Throwback Thursday – Performance With a Paycheque

Maybe it happened before I played Becky Thatcher in our grade 8 production of the musical, Tom Sawyer. But if it did, I can’t pinpoint the moment. 

I caught the performing bug. Nothing was as exhilarating as acting on stage. I even sang a couple of solos. They had to lower the pitch an octave or two, but contrary to what I warble out now in the car and the shower, back then, I could hit all the notes.

After a few acting classes, and getting roles in bigger, outside-of-school productions I thought, this is the life for me. But my poor self-esteem and practical nature had other ideas. Struggling actors sometimes lived in their cars. They endured horrific humiliations during auditions. My flaws were readily apparent, I thought, and I didn’t need some cigar-chomping producer to rip me to shreds. Pushing aside the thrill of acting was easy when I assumed I’d fail. The search for an alternative began.

Radio. I’d always loved radio, especially Hamilton’s 1150 CKOC. Scott “Hollywood” Harris in the evening. Nevin Grant’s “In Touch With Today”. Mornings giggling along with pre-scandal Jason Roberts. Winning prizes, making requests, calling the talk shows, wondering how some things were done. Later, while in high school, I briefly dated a real, live radio DJ. (He was kind of a jerk.)

In the office of the Guidance Counselor, who was also the football coach and cared more about the latter than the former, “What are you going to do after graduation?” I had good marks but they weren’t spectacular. No nuclear physicist career for me. Gazing around the room, buying time, my eyes settled on a brochure for the broadcasting program at Niagara College. “Radio. I’m going to get into radio.”

Q107 became my textbook. I studied Samantha Taylor, and was late for class a few times so I could enjoy all of Scruff Connors’ show. I secretly idolized Barbara Frum on CBC. (She wasn’t cool for my age group!) I punched around to other stations to hear how much they sucked compared to Q.

That was almost four decades ago. I found that acting thrill while earning a steady paycheque. Radio’s been good to me and bad to me. It’s been a best friend and a complete bitch. I’ve loved it and had knock-down, drag-out fights with it. It’s family. We always get back together. Sometimes I think I don’t know it anymore. Then I realize that some of its caretakers don’t respect it enough to treat it well. I’ve had moments on air that I thought were award-worthy and others so lame, it was mortifying. You have to know when to leave the party. Maybe another opportunity will come and maybe it won’t. But like Ross and Rachel on Friends, we need to go on a break before we can reunite again.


-- TASK DESCRIPTION --
Your task is to write out every line of the data exactly. Drop the pictures.

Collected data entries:
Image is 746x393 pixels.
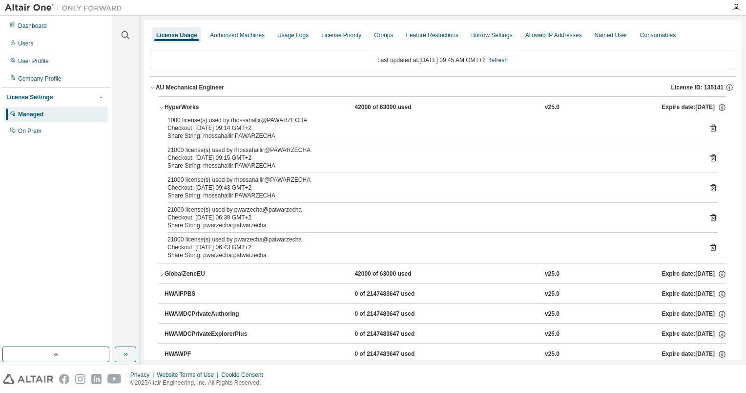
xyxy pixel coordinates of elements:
[526,31,582,39] div: Allowed IP Addresses
[75,374,85,384] img: instagram.svg
[406,31,459,39] div: Feature Restrictions
[545,270,560,278] div: v25.0
[355,290,443,298] div: 0 of 2147483647 used
[168,243,695,251] div: Checkout: [DATE] 06:43 GMT+2
[159,97,727,118] button: HyperWorks42000 of 63000 usedv25.0Expire date:[DATE]
[168,235,695,243] div: 21000 license(s) used by pwarzecha@patwarzecha
[165,350,253,359] div: HWAWPF
[662,103,727,112] div: Expire date: [DATE]
[672,84,724,91] span: License ID: 135141
[168,132,695,140] div: Share String: rhossahallir:PAWARZECHA
[168,184,695,191] div: Checkout: [DATE] 09:43 GMT+2
[662,310,726,318] div: Expire date: [DATE]
[107,374,122,384] img: youtube.svg
[355,330,443,338] div: 0 of 2147483647 used
[18,75,62,83] div: Company Profile
[545,330,560,338] div: v25.0
[487,57,508,63] a: Refresh
[159,263,727,285] button: GlobalZoneEU42000 of 63000 usedv25.0Expire date:[DATE]
[165,270,253,278] div: GlobalZoneEU
[18,127,42,135] div: On Prem
[168,206,695,213] div: 21000 license(s) used by pwarzecha@patwarzecha
[321,31,361,39] div: License Priority
[545,103,560,112] div: v25.0
[150,77,736,98] button: AU Mechanical EngineerLicense ID: 135141
[662,290,726,298] div: Expire date: [DATE]
[165,283,727,305] button: HWAIFPBS0 of 2147483647 usedv25.0Expire date:[DATE]
[165,343,727,365] button: HWAWPF0 of 2147483647 usedv25.0Expire date:[DATE]
[277,31,309,39] div: Usage Logs
[165,330,253,338] div: HWAMDCPrivateExplorerPlus
[168,116,695,124] div: 1000 license(s) used by rhossahallir@PAWARZECHA
[168,213,695,221] div: Checkout: [DATE] 06:39 GMT+2
[355,103,443,112] div: 42000 of 63000 used
[355,350,443,359] div: 0 of 2147483647 used
[168,146,695,154] div: 21000 license(s) used by rhossahallir@PAWARZECHA
[662,330,726,338] div: Expire date: [DATE]
[165,290,253,298] div: HWAIFPBS
[374,31,393,39] div: Groups
[662,270,727,278] div: Expire date: [DATE]
[3,374,53,384] img: altair_logo.svg
[168,154,695,162] div: Checkout: [DATE] 09:15 GMT+2
[18,22,47,30] div: Dashboard
[210,31,265,39] div: Authorized Machines
[168,176,695,184] div: 21000 license(s) used by rhossahallir@PAWARZECHA
[471,31,513,39] div: Borrow Settings
[91,374,102,384] img: linkedin.svg
[150,50,736,70] div: Last updated at: [DATE] 09:45 AM GMT+2
[18,110,43,118] div: Managed
[165,103,253,112] div: HyperWorks
[662,350,726,359] div: Expire date: [DATE]
[594,31,627,39] div: Named User
[156,31,197,39] div: License Usage
[59,374,69,384] img: facebook.svg
[221,371,269,379] div: Cookie Consent
[168,162,695,169] div: Share String: rhossahallir:PAWARZECHA
[168,251,695,259] div: Share String: pwarzecha:patwarzecha
[18,40,33,47] div: Users
[165,310,253,318] div: HWAMDCPrivateAuthoring
[6,93,53,101] div: License Settings
[355,310,443,318] div: 0 of 2147483647 used
[165,303,727,325] button: HWAMDCPrivateAuthoring0 of 2147483647 usedv25.0Expire date:[DATE]
[545,290,560,298] div: v25.0
[355,270,443,278] div: 42000 of 63000 used
[545,310,560,318] div: v25.0
[18,57,49,65] div: User Profile
[640,31,676,39] div: Consumables
[5,3,127,13] img: Altair One
[168,124,695,132] div: Checkout: [DATE] 09:14 GMT+2
[168,221,695,229] div: Share String: pwarzecha:patwarzecha
[545,350,560,359] div: v25.0
[130,371,157,379] div: Privacy
[130,379,269,387] p: © 2025 Altair Engineering, Inc. All Rights Reserved.
[168,191,695,199] div: Share String: rhossahallir:PAWARZECHA
[156,84,224,91] div: AU Mechanical Engineer
[165,323,727,345] button: HWAMDCPrivateExplorerPlus0 of 2147483647 usedv25.0Expire date:[DATE]
[157,371,221,379] div: Website Terms of Use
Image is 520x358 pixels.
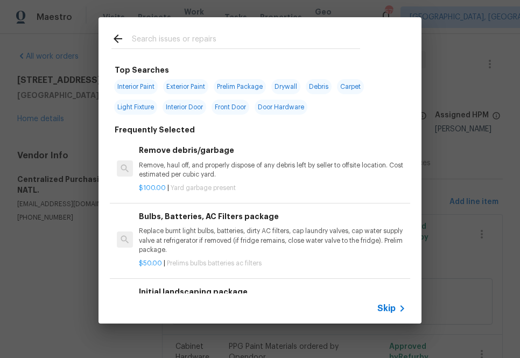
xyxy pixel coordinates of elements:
p: | [139,184,406,193]
span: Front Door [212,100,249,115]
h6: Initial landscaping package [139,286,406,298]
span: Light Fixture [114,100,157,115]
span: Interior Door [163,100,206,115]
p: Remove, haul off, and properly dispose of any debris left by seller to offsite location. Cost est... [139,161,406,179]
p: | [139,259,406,268]
h6: Top Searches [115,64,169,76]
span: Exterior Paint [163,79,208,94]
span: Skip [377,303,396,314]
h6: Frequently Selected [115,124,195,136]
span: $50.00 [139,260,162,267]
span: Interior Paint [114,79,158,94]
span: Drywall [271,79,300,94]
h6: Bulbs, Batteries, AC Filters package [139,211,406,222]
p: Replace burnt light bulbs, batteries, dirty AC filters, cap laundry valves, cap water supply valv... [139,227,406,254]
span: Carpet [337,79,364,94]
span: $100.00 [139,185,166,191]
span: Debris [306,79,332,94]
input: Search issues or repairs [132,32,360,48]
span: Prelims bulbs batteries ac filters [167,260,262,267]
span: Prelim Package [214,79,266,94]
span: Door Hardware [255,100,307,115]
h6: Remove debris/garbage [139,144,406,156]
span: Yard garbage present [171,185,236,191]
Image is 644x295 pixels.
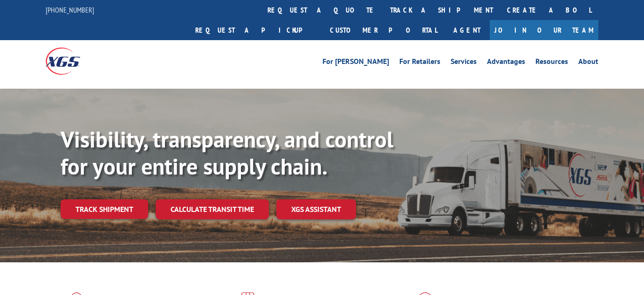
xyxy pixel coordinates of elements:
a: XGS ASSISTANT [277,199,356,219]
a: Request a pickup [188,20,323,40]
b: Visibility, transparency, and control for your entire supply chain. [60,124,393,181]
a: Track shipment [60,199,148,218]
a: [PHONE_NUMBER] [46,5,94,14]
a: For [PERSON_NAME] [322,58,389,68]
a: Agent [444,20,490,40]
a: About [579,58,598,68]
a: Services [451,58,477,68]
a: Advantages [487,58,525,68]
a: Join Our Team [490,20,598,40]
a: Customer Portal [323,20,444,40]
a: Resources [536,58,568,68]
a: Calculate transit time [156,199,269,219]
a: For Retailers [399,58,441,68]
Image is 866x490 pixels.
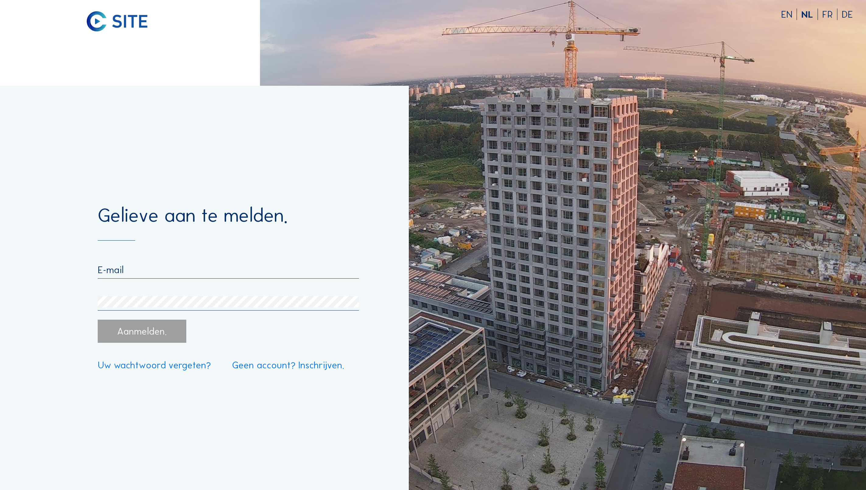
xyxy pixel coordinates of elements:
[98,206,359,241] div: Gelieve aan te melden.
[98,320,186,343] div: Aanmelden.
[822,10,837,19] div: FR
[98,361,211,370] a: Uw wachtwoord vergeten?
[87,11,147,32] img: C-SITE logo
[98,264,359,276] input: E-mail
[801,10,817,19] div: NL
[841,10,852,19] div: DE
[232,361,344,370] a: Geen account? Inschrijven.
[781,10,796,19] div: EN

-- FINAL ANSWER --
Image is 746x393 pixels.
xyxy pixel coordinates of elements:
[526,31,582,39] div: Allowed IP Addresses
[75,374,85,384] img: instagram.svg
[406,31,459,39] div: Feature Restrictions
[545,270,560,278] div: v25.0
[355,290,443,298] div: 0 of 2147483647 used
[168,243,695,251] div: Checkout: [DATE] 06:43 GMT+2
[159,97,727,118] button: HyperWorks42000 of 63000 usedv25.0Expire date:[DATE]
[168,235,695,243] div: 21000 license(s) used by pwarzecha@patwarzecha
[165,350,253,359] div: HWAWPF
[662,103,727,112] div: Expire date: [DATE]
[672,84,724,91] span: License ID: 135141
[168,132,695,140] div: Share String: rhossahallir:PAWARZECHA
[168,184,695,191] div: Checkout: [DATE] 09:43 GMT+2
[662,310,726,318] div: Expire date: [DATE]
[107,374,122,384] img: youtube.svg
[355,330,443,338] div: 0 of 2147483647 used
[18,75,62,83] div: Company Profile
[545,330,560,338] div: v25.0
[487,57,508,63] a: Refresh
[159,263,727,285] button: GlobalZoneEU42000 of 63000 usedv25.0Expire date:[DATE]
[165,270,253,278] div: GlobalZoneEU
[18,127,42,135] div: On Prem
[168,206,695,213] div: 21000 license(s) used by pwarzecha@patwarzecha
[321,31,361,39] div: License Priority
[545,103,560,112] div: v25.0
[150,77,736,98] button: AU Mechanical EngineerLicense ID: 135141
[662,290,726,298] div: Expire date: [DATE]
[165,283,727,305] button: HWAIFPBS0 of 2147483647 usedv25.0Expire date:[DATE]
[165,343,727,365] button: HWAWPF0 of 2147483647 usedv25.0Expire date:[DATE]
[277,31,309,39] div: Usage Logs
[165,330,253,338] div: HWAMDCPrivateExplorerPlus
[168,116,695,124] div: 1000 license(s) used by rhossahallir@PAWARZECHA
[168,213,695,221] div: Checkout: [DATE] 06:39 GMT+2
[355,103,443,112] div: 42000 of 63000 used
[355,350,443,359] div: 0 of 2147483647 used
[168,146,695,154] div: 21000 license(s) used by rhossahallir@PAWARZECHA
[662,330,726,338] div: Expire date: [DATE]
[165,290,253,298] div: HWAIFPBS
[374,31,393,39] div: Groups
[662,270,727,278] div: Expire date: [DATE]
[3,374,53,384] img: altair_logo.svg
[168,154,695,162] div: Checkout: [DATE] 09:15 GMT+2
[18,22,47,30] div: Dashboard
[210,31,265,39] div: Authorized Machines
[168,176,695,184] div: 21000 license(s) used by rhossahallir@PAWARZECHA
[471,31,513,39] div: Borrow Settings
[91,374,102,384] img: linkedin.svg
[150,50,736,70] div: Last updated at: [DATE] 09:45 AM GMT+2
[18,110,43,118] div: Managed
[165,103,253,112] div: HyperWorks
[662,350,726,359] div: Expire date: [DATE]
[594,31,627,39] div: Named User
[156,31,197,39] div: License Usage
[59,374,69,384] img: facebook.svg
[221,371,269,379] div: Cookie Consent
[168,162,695,169] div: Share String: rhossahallir:PAWARZECHA
[168,251,695,259] div: Share String: pwarzecha:patwarzecha
[18,40,33,47] div: Users
[165,310,253,318] div: HWAMDCPrivateAuthoring
[6,93,53,101] div: License Settings
[355,310,443,318] div: 0 of 2147483647 used
[165,303,727,325] button: HWAMDCPrivateAuthoring0 of 2147483647 usedv25.0Expire date:[DATE]
[545,290,560,298] div: v25.0
[355,270,443,278] div: 42000 of 63000 used
[545,310,560,318] div: v25.0
[18,57,49,65] div: User Profile
[640,31,676,39] div: Consumables
[5,3,127,13] img: Altair One
[168,124,695,132] div: Checkout: [DATE] 09:14 GMT+2
[168,221,695,229] div: Share String: pwarzecha:patwarzecha
[545,350,560,359] div: v25.0
[130,371,157,379] div: Privacy
[130,379,269,387] p: © 2025 Altair Engineering, Inc. All Rights Reserved.
[168,191,695,199] div: Share String: rhossahallir:PAWARZECHA
[156,84,224,91] div: AU Mechanical Engineer
[165,323,727,345] button: HWAMDCPrivateExplorerPlus0 of 2147483647 usedv25.0Expire date:[DATE]
[157,371,221,379] div: Website Terms of Use
Image is 520x358 pixels.
xyxy pixel coordinates of elements:
p: | [139,184,406,193]
span: Front Door [212,100,249,115]
h6: Initial landscaping package [139,286,406,298]
span: Light Fixture [114,100,157,115]
span: Interior Door [163,100,206,115]
p: Remove, haul off, and properly dispose of any debris left by seller to offsite location. Cost est... [139,161,406,179]
p: | [139,259,406,268]
h6: Top Searches [115,64,169,76]
span: Exterior Paint [163,79,208,94]
span: Skip [377,303,396,314]
h6: Frequently Selected [115,124,195,136]
span: $50.00 [139,260,162,267]
span: Interior Paint [114,79,158,94]
span: Drywall [271,79,300,94]
h6: Bulbs, Batteries, AC Filters package [139,211,406,222]
p: Replace burnt light bulbs, batteries, dirty AC filters, cap laundry valves, cap water supply valv... [139,227,406,254]
span: Carpet [337,79,364,94]
span: $100.00 [139,185,166,191]
span: Debris [306,79,332,94]
input: Search issues or repairs [132,32,360,48]
span: Prelims bulbs batteries ac filters [167,260,262,267]
span: Prelim Package [214,79,266,94]
span: Door Hardware [255,100,307,115]
h6: Remove debris/garbage [139,144,406,156]
span: Yard garbage present [171,185,236,191]
Image is 644x295 pixels.
xyxy pixel coordinates of elements:
a: XGS ASSISTANT [277,199,356,219]
a: Request a pickup [188,20,323,40]
b: Visibility, transparency, and control for your entire supply chain. [60,124,393,181]
a: Track shipment [60,199,148,218]
a: [PHONE_NUMBER] [46,5,94,14]
a: For [PERSON_NAME] [322,58,389,68]
a: Agent [444,20,490,40]
a: About [579,58,598,68]
a: Services [451,58,477,68]
a: Advantages [487,58,525,68]
a: Join Our Team [490,20,598,40]
a: Customer Portal [323,20,444,40]
a: Resources [536,58,568,68]
a: Calculate transit time [156,199,269,219]
a: For Retailers [399,58,441,68]
Image is 866x490 pixels.
xyxy pixel coordinates of elements:
[98,206,359,241] div: Gelieve aan te melden.
[98,320,186,343] div: Aanmelden.
[822,10,837,19] div: FR
[98,361,211,370] a: Uw wachtwoord vergeten?
[87,11,147,32] img: C-SITE logo
[98,264,359,276] input: E-mail
[801,10,817,19] div: NL
[841,10,852,19] div: DE
[232,361,344,370] a: Geen account? Inschrijven.
[781,10,796,19] div: EN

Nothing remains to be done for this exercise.